The Los Angeles office of Pokemon Go developer Niantic is being shut down, and its 230-person staff is being laid off. A new report from Kotaku reveals the studio is "moving away" from in-house development going forward.
Along with this, Niantic is shutting down its augmented reality game NBA All-World (which released in January) and has fully canceled development of Marvel World of Heroes.
In an internal emailed obtained by the outlet, studio founder John Hanke says Niantic's expenses grew faster than its revenue. He also claims the augmented reality (AR) game market has grown since it released Pokémon Go back in 2016, and its various projects have lost long-term engagement.
Though games like Pokemon Go and Harry Potter: Wizards Unite were said to have surged during the early days of the Covid pandemic, Hanke further explained that surge has gradually declined in recent years.
"Today’s highly competitive mobile gaming market requires dazzling quality and innovation," wrote Hanke in the companywide email. "Our AR map and platform must deliver the features that developers want in a robust and reliable way. We have not met our goals in all of these areas.”
Pokémon Go is said to now be priority #1 for Niantic, which it hopes to make "healthy and growing as a forever game."
Non-Pokémon projects such as its AR games for Nintendo's Pikmin and Capcom's Monster Hunter series are, at least at time of writing, still in development.
Today (June 29) also marks the one-year anniversary of the last time Niantic laid off staff and canceling a handful of projects. In 2022's case, the studio canned four in-development projects (like Transformers Heavy Metal) and laid off 8 percent (or 85-90 people) of its workforce.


TRY IT:
List the lines of this listing that hold the word "chart".

DATASET:

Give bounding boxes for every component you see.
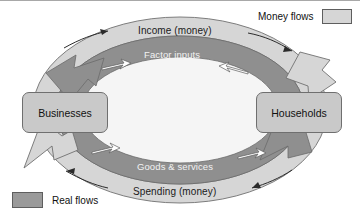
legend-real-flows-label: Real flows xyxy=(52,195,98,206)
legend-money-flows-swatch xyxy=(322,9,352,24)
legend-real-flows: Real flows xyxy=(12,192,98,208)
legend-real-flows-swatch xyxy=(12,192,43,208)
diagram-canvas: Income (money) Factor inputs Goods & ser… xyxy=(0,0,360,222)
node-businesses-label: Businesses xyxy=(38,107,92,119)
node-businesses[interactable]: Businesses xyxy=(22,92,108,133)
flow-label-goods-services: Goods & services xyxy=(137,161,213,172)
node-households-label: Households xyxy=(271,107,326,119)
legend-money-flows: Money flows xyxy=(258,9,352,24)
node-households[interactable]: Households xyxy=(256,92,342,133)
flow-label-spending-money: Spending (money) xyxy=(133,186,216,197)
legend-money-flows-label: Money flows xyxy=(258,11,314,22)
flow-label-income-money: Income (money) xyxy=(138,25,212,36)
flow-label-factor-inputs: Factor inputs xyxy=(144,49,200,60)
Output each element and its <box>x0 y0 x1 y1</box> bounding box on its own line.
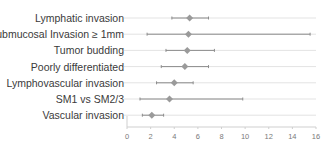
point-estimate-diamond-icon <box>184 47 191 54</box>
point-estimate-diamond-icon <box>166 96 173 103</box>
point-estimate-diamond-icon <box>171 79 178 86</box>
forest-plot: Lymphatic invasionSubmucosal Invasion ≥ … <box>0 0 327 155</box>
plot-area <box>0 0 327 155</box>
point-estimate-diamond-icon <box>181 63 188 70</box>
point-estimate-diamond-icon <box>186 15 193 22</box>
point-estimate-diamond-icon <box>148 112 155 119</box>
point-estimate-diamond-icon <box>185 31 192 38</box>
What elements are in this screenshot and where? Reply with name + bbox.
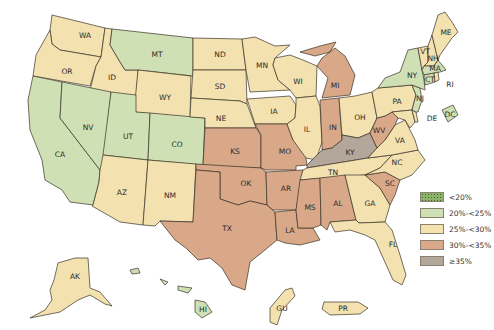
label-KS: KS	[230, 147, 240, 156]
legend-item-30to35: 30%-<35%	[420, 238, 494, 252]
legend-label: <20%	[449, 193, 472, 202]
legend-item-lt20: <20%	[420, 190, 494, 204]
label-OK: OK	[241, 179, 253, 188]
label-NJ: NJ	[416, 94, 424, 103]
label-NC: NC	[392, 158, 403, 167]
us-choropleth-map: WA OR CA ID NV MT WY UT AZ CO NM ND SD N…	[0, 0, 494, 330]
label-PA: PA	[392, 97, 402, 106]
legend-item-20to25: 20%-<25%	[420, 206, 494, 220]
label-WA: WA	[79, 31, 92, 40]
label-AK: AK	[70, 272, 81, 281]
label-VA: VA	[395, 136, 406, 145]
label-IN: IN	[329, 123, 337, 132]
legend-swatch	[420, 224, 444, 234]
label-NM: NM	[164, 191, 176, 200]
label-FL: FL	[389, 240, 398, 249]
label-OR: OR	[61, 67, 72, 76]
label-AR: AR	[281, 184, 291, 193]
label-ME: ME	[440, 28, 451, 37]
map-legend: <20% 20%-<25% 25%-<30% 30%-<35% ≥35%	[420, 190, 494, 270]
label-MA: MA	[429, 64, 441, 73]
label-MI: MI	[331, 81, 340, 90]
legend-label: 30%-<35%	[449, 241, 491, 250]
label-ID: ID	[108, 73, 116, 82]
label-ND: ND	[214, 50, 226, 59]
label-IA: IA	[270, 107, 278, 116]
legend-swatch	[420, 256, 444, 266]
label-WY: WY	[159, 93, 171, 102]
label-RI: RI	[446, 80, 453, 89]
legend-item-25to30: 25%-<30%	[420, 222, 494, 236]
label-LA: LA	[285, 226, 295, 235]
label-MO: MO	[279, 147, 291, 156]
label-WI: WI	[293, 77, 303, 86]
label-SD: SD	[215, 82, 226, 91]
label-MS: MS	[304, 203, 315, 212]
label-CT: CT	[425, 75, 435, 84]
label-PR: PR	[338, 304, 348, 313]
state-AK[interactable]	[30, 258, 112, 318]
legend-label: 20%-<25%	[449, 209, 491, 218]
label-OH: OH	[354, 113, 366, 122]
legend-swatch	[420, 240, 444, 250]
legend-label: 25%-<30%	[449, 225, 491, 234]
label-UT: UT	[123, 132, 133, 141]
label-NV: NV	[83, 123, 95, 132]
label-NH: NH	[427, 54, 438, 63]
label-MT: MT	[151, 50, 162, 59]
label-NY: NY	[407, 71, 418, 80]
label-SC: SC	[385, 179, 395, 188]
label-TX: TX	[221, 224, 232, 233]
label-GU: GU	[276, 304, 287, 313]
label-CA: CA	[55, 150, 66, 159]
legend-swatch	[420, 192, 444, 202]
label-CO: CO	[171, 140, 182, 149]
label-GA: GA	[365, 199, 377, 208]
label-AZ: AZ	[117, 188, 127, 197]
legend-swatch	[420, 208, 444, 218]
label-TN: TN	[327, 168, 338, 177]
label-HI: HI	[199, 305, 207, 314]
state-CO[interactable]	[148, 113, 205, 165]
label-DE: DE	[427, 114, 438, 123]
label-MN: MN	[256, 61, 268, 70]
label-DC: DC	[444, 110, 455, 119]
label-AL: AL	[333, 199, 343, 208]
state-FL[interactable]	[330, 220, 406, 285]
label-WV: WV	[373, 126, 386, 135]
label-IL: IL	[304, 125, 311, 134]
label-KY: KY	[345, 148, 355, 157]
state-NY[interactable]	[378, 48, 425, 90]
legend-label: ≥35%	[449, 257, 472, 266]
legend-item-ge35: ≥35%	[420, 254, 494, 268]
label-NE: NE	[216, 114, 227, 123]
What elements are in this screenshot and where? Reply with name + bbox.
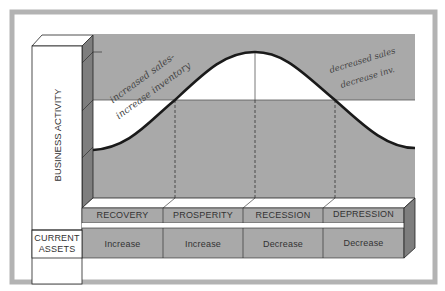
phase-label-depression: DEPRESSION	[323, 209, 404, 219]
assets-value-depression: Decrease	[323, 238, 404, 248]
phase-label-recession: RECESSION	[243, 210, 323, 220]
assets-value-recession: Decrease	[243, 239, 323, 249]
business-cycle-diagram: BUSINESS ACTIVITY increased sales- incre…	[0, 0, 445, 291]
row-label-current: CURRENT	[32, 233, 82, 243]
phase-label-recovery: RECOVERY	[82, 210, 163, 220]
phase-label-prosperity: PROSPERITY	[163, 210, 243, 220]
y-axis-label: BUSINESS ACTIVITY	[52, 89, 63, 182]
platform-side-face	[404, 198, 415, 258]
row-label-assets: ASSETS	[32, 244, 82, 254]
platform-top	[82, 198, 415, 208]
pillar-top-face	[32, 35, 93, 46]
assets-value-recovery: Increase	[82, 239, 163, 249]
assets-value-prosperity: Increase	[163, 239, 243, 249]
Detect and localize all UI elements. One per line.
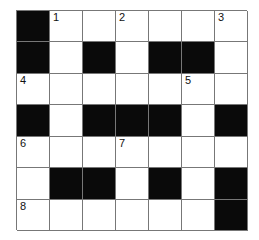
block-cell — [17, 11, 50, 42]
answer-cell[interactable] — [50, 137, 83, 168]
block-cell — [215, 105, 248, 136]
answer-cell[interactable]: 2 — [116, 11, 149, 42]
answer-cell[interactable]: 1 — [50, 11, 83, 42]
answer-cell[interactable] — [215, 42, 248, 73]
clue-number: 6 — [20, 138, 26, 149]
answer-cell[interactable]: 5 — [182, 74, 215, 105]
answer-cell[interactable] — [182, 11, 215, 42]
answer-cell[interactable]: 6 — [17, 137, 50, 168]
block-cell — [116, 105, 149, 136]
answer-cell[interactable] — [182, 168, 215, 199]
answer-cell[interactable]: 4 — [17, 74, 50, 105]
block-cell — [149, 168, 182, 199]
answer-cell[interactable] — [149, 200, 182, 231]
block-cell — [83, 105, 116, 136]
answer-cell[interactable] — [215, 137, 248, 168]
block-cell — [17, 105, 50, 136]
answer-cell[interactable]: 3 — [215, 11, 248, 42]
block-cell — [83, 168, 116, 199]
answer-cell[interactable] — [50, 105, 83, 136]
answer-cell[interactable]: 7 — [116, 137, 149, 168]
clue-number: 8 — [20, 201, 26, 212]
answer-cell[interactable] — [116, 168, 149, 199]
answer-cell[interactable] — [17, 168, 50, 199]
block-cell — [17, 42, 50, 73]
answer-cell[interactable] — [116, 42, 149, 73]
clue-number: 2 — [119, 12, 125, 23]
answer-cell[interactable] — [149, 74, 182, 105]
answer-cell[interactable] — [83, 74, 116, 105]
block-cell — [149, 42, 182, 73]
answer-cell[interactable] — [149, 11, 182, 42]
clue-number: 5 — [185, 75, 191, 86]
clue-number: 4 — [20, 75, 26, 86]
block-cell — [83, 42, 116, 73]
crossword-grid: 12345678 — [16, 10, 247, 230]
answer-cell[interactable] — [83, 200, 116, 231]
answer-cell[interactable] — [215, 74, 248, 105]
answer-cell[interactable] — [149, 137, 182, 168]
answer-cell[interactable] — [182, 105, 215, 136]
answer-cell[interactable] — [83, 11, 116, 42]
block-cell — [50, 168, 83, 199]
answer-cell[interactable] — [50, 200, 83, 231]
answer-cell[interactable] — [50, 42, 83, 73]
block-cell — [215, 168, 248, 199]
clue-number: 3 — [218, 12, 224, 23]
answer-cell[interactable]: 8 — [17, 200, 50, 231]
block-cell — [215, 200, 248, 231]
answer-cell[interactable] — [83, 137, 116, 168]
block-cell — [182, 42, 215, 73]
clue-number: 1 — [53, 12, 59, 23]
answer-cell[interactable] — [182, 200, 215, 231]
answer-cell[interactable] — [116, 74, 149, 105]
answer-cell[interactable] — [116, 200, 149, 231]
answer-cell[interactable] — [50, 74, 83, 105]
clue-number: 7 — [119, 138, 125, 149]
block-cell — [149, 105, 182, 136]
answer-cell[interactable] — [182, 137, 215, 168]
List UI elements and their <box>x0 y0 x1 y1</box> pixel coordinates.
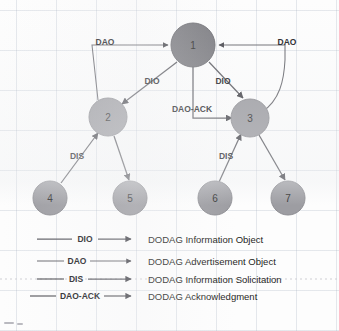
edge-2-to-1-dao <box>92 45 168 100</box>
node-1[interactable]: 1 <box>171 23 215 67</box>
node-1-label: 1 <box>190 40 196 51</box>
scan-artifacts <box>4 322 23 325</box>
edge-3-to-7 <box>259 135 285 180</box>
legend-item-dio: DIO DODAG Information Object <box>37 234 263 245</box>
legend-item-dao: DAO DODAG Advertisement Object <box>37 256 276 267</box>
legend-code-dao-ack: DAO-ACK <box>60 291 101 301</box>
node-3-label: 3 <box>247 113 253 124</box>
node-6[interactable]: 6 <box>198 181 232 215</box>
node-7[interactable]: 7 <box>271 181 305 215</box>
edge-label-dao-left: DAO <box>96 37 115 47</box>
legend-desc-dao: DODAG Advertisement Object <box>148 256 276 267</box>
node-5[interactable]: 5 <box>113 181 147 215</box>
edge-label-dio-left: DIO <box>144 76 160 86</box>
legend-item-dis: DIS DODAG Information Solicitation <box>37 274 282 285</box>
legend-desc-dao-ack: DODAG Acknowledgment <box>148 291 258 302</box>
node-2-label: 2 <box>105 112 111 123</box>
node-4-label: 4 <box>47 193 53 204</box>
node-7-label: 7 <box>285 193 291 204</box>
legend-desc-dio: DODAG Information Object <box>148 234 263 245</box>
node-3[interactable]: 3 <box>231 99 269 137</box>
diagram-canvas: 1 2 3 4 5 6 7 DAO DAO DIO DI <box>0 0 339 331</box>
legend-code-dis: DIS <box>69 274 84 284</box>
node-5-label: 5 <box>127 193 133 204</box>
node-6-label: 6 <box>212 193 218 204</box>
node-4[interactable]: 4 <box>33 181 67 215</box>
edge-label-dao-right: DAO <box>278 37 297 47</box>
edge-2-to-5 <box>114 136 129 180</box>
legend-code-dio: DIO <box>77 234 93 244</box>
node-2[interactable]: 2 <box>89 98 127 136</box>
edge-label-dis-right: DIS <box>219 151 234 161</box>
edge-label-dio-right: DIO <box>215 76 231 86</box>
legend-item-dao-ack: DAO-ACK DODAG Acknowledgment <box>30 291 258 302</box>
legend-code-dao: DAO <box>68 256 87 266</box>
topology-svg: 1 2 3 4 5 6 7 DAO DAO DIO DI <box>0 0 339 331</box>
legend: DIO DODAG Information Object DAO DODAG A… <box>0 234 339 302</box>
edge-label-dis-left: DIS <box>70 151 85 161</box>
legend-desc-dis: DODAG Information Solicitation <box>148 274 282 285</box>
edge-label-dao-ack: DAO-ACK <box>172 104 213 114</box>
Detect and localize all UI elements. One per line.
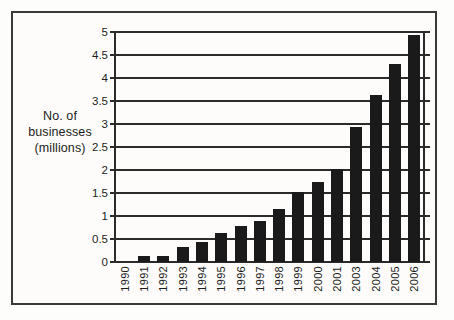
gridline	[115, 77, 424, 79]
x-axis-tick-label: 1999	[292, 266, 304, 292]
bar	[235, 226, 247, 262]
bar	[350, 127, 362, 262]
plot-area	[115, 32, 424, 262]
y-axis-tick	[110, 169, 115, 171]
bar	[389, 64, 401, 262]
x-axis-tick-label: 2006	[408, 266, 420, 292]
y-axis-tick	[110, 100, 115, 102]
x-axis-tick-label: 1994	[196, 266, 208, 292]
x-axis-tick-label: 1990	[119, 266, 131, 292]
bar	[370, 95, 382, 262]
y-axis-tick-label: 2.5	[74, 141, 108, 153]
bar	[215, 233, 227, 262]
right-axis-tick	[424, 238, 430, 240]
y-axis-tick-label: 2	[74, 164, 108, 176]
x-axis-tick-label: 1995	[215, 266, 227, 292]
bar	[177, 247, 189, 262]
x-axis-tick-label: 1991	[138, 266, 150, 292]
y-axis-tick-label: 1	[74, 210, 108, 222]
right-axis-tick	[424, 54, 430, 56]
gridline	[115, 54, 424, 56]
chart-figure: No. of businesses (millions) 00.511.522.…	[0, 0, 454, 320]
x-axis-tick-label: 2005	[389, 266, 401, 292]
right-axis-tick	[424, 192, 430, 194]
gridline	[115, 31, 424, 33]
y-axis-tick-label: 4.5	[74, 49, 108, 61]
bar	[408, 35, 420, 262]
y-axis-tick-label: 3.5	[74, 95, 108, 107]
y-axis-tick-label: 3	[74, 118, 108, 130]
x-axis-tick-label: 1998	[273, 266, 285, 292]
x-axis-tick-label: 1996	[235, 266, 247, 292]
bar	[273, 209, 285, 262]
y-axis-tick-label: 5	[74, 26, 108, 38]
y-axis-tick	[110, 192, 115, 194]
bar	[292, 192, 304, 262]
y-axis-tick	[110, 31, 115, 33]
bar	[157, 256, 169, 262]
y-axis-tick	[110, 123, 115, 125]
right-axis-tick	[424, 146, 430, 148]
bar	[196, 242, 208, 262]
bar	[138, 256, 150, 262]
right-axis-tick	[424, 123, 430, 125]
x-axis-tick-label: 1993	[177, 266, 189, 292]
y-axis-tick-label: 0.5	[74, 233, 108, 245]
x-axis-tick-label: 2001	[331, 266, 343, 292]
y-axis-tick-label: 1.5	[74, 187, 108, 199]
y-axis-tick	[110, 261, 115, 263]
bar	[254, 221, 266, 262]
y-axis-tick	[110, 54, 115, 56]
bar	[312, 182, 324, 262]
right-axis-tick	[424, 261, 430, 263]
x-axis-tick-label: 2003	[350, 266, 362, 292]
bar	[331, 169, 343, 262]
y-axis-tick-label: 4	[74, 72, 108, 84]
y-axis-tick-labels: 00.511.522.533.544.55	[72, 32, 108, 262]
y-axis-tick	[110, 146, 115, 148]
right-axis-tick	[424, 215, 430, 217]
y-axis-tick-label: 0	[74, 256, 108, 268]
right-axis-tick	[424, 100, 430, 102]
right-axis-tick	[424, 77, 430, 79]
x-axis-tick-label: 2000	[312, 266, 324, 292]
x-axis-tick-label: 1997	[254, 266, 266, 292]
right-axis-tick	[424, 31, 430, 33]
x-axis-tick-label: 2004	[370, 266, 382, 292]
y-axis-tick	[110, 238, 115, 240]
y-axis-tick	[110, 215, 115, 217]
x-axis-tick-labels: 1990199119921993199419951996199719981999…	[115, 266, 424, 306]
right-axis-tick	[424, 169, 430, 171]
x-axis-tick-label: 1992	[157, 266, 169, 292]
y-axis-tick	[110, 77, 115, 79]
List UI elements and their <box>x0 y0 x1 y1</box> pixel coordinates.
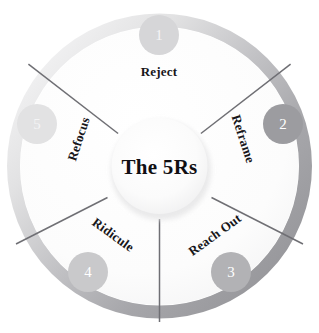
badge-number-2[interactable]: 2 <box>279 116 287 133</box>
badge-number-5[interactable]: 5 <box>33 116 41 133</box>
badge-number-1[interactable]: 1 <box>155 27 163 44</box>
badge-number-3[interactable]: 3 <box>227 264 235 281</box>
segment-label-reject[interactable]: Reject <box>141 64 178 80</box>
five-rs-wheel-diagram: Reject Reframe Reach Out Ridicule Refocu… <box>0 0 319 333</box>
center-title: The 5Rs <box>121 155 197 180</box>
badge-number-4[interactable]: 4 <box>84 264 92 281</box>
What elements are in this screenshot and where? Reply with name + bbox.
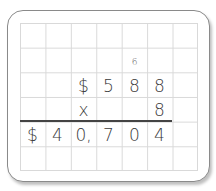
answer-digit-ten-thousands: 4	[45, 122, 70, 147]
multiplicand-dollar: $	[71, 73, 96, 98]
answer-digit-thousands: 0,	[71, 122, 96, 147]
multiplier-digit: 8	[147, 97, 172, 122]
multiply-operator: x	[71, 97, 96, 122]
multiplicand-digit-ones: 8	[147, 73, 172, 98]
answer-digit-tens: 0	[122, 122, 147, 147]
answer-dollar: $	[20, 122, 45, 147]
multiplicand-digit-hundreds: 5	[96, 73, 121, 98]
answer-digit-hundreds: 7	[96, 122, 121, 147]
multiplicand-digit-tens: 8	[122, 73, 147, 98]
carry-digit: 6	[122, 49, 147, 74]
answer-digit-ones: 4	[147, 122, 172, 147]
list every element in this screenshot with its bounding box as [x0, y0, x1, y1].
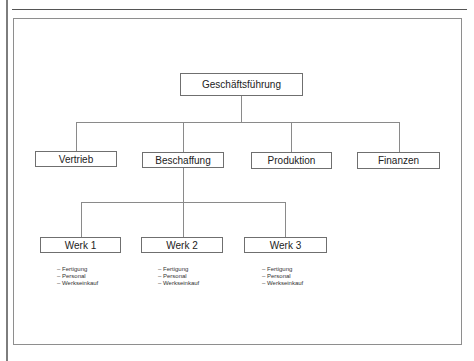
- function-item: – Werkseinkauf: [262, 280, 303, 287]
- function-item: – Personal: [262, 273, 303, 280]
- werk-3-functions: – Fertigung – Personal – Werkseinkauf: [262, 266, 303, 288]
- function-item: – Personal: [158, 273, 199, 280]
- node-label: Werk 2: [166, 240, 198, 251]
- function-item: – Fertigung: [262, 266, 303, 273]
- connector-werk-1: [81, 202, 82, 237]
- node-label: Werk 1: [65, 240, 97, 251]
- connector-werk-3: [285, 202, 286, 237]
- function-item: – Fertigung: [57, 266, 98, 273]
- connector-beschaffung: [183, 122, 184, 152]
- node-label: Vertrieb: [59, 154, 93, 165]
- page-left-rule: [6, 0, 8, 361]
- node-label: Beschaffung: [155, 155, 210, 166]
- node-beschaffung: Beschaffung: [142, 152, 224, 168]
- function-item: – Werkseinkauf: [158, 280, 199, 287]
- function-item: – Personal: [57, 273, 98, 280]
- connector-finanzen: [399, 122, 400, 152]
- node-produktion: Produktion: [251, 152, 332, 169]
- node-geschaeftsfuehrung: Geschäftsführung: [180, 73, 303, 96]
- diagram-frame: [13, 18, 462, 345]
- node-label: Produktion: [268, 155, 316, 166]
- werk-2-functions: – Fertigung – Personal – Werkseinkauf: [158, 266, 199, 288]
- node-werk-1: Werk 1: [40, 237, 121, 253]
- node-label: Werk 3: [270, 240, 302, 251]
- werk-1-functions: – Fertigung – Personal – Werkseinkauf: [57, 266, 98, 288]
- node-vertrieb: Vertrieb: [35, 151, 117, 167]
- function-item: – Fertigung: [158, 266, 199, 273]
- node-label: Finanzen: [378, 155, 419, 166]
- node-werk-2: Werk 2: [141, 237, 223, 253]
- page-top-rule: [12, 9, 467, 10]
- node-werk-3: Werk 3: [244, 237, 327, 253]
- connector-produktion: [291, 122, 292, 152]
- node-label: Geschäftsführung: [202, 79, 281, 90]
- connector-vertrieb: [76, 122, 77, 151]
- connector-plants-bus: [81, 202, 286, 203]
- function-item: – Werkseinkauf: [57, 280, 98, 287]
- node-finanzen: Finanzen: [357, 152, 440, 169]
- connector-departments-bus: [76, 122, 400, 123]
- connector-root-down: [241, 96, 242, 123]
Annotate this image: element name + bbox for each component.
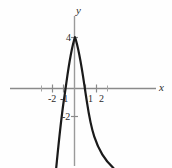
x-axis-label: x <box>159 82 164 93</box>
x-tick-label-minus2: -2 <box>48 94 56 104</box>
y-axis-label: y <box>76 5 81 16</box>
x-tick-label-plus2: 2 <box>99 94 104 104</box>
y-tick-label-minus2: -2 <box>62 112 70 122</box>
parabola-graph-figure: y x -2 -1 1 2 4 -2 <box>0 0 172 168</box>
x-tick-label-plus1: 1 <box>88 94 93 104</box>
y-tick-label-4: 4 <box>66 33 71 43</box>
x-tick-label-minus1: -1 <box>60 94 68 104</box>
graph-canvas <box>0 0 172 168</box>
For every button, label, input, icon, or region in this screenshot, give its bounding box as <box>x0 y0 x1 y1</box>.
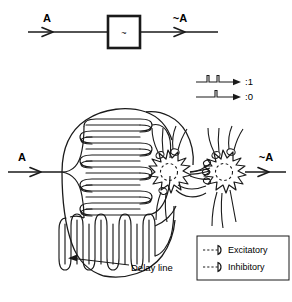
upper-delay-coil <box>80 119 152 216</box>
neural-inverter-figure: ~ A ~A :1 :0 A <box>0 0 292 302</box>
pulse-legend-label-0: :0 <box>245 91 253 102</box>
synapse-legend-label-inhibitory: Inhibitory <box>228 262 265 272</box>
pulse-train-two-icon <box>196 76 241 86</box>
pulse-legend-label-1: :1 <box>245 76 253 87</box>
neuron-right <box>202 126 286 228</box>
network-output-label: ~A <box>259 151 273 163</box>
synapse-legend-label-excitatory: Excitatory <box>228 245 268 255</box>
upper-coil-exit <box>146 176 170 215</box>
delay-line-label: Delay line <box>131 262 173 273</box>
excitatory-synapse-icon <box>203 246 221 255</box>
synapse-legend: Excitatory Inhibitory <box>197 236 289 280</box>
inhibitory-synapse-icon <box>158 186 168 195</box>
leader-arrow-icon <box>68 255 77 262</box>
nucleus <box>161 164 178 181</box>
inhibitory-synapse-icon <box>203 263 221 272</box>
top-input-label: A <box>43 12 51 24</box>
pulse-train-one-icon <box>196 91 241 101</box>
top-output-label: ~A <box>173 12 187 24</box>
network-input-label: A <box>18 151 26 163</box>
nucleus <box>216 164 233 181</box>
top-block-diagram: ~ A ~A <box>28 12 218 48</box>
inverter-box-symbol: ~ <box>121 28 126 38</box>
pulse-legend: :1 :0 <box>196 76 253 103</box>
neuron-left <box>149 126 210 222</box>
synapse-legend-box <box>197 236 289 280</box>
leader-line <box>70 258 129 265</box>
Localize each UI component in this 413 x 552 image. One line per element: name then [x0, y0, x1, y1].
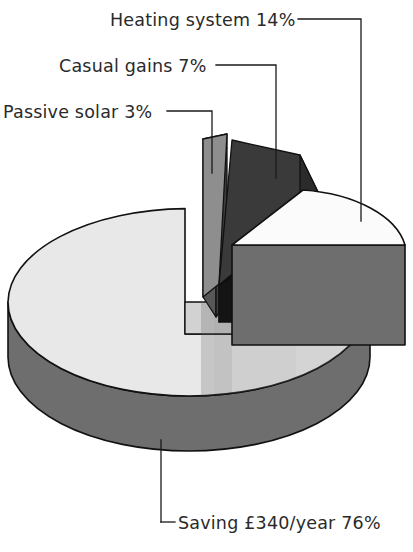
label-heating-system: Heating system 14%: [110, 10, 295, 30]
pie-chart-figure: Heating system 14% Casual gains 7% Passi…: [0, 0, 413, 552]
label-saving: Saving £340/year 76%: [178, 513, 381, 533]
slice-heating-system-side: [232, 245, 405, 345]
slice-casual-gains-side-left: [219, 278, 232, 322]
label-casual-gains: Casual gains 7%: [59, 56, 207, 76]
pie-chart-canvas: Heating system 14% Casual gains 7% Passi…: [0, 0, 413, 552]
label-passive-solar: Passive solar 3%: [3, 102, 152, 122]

RESPONSE TO THIS EXERCISE:
chart-figure: No. of businesses (millions) 00.511.522.…	[0, 0, 454, 320]
pie-chart-figure: Heating system 14% Casual gains 7% Passi…: [0, 0, 413, 552]
pie-chart-canvas: Heating system 14% Casual gains 7% Passi…: [0, 0, 413, 552]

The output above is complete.